9. Manage behaviour effectively
We could envisage a future where adult supervision of learning does not need highly qualified, subject-trained teachers but facilitators. We can even imagine the transformation of schools, into places where one learns, not places where teachers teach. This is a radical shift but as teaching becomes automated so schools become places of learning, not teaching. In practice this pendulum swing has started. There are plenty of online learning courses and degrees out there and learners are starting to do it for themselves. This can only continue. One argument is that it will accelerate, now that AI is in the field, as it has in other areas of human endeavour.
10. High standards of personal and professional conduct
One can hardly ask this of AI but perhaps it becomes less of a problem. However, the modelling that teachers provide is certainly important to young people. Teachers provide values and models of conduct that one hopes are emulated. Again however, we may see the development of attitudinal learning, that was never adequately delivered in classrooms, with simulations and the ability to put yourself in the shoes of others. AI is already feeding the VR industry with intelligent avatars, which are commonly used in games but increasingly in attitudinal learning. You become the bullied person, the subject of racism, sexism or bigotry.
Conclusion

Few saw self-driving, autonomous cars coming. That happened because of AI. Few may also see self-driving, autonomous learners. That may also come through AI. Machine learning not only embodies learning, it learns about learners while they learn. It is like a fast learning teacher. There is every reason to suppose that teaching may, to some degree, even a large degree, be automated by AI. If this is possible, it will be a momentous breakthrough, as education at all levels, whether schools, colleges, universities or workplaces, will experience massive reductions in costs.

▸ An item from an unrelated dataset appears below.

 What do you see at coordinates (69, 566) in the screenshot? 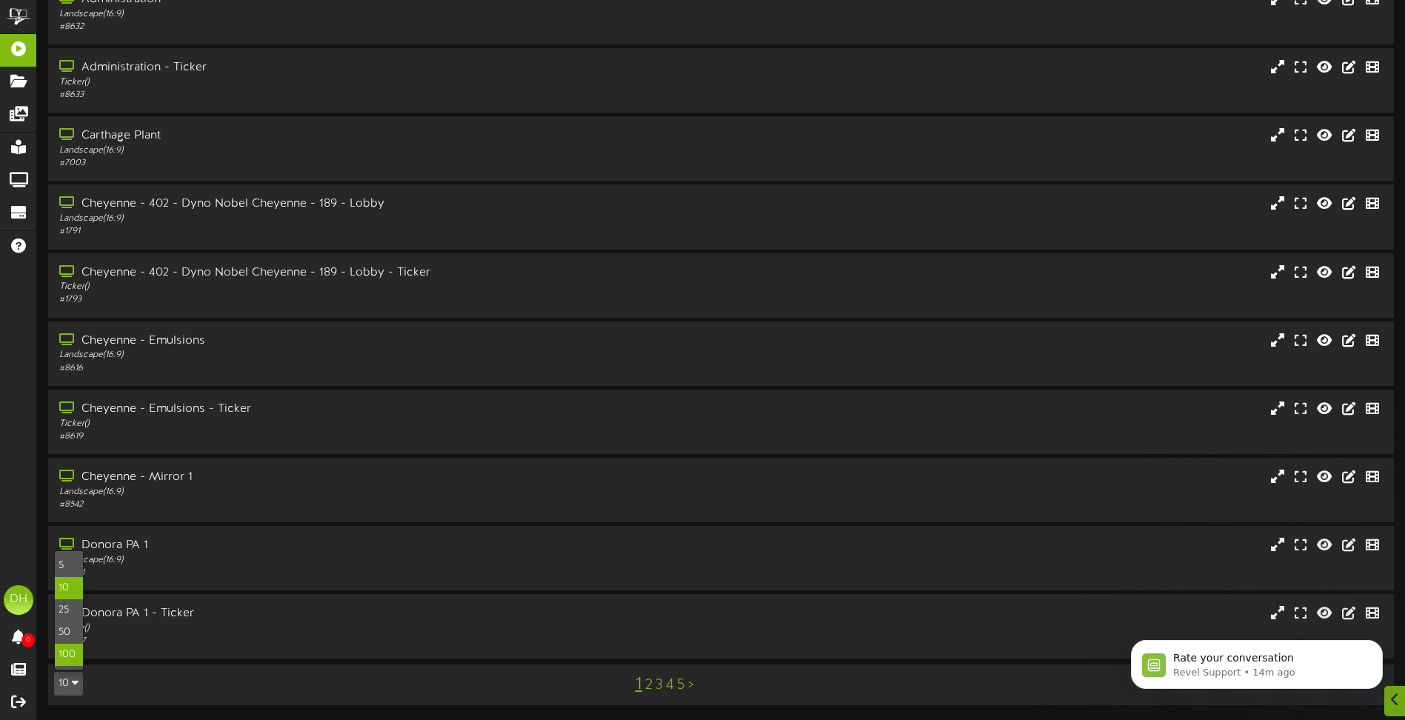
I see `div: 5` at bounding box center [69, 566].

The developing world, where teaching is a problem in terms of quality and supply, is also likely to receive a huge boost. At some point we may look back at teachers and classrooms as we look back on manual manufacturing in factories. I’m not suggesting that teachers are in any way not valuable or smart, just that AI technology may, as in many other areas, get more valuable and smarter.

1 comment:

Unknown said...

Very insightful. Would like to know more about essay marking software. Is it currently available or still some way off?